_Task instructions_: Copy exactly the last part of the listing below, beginning at the line that contains "Find the location of a" and including the final line.

_Entries supplied_:
···

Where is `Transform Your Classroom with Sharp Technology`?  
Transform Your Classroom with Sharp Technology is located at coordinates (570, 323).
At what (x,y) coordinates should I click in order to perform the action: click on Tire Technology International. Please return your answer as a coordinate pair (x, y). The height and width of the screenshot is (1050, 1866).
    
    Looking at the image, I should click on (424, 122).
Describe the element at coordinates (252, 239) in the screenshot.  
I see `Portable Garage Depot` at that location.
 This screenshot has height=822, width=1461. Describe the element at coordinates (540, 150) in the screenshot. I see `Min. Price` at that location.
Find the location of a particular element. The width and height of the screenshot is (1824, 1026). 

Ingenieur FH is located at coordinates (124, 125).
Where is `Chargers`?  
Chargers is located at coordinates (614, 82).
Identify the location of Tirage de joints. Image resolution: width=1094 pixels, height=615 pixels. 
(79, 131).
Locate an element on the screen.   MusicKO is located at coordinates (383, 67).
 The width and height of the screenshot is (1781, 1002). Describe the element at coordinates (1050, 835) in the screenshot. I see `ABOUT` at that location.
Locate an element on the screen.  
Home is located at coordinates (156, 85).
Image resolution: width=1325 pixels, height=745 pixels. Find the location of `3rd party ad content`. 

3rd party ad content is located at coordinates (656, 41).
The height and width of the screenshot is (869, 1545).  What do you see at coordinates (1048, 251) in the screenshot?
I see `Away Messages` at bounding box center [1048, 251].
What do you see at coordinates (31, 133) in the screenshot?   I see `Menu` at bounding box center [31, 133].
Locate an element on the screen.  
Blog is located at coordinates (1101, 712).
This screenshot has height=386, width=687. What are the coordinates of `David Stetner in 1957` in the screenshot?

···

_Result_:
Find the location of a particular element. The width and height of the screenshot is (1824, 1026). 

Ingenieur FH is located at coordinates (124, 125).
Where is `Chargers`?  
Chargers is located at coordinates (614, 82).
Identify the location of Tirage de joints. Image resolution: width=1094 pixels, height=615 pixels. 
(79, 131).
Locate an element on the screen.   MusicKO is located at coordinates (383, 67).
 The width and height of the screenshot is (1781, 1002). Describe the element at coordinates (1050, 835) in the screenshot. I see `ABOUT` at that location.
Locate an element on the screen.  
Home is located at coordinates (156, 85).
Image resolution: width=1325 pixels, height=745 pixels. Find the location of `3rd party ad content`. 

3rd party ad content is located at coordinates (656, 41).
The height and width of the screenshot is (869, 1545).  What do you see at coordinates (1048, 251) in the screenshot?
I see `Away Messages` at bounding box center [1048, 251].
What do you see at coordinates (31, 133) in the screenshot?   I see `Menu` at bounding box center [31, 133].
Locate an element on the screen.  
Blog is located at coordinates (1101, 712).
This screenshot has height=386, width=687. What are the coordinates of `David Stetner in 1957` in the screenshot?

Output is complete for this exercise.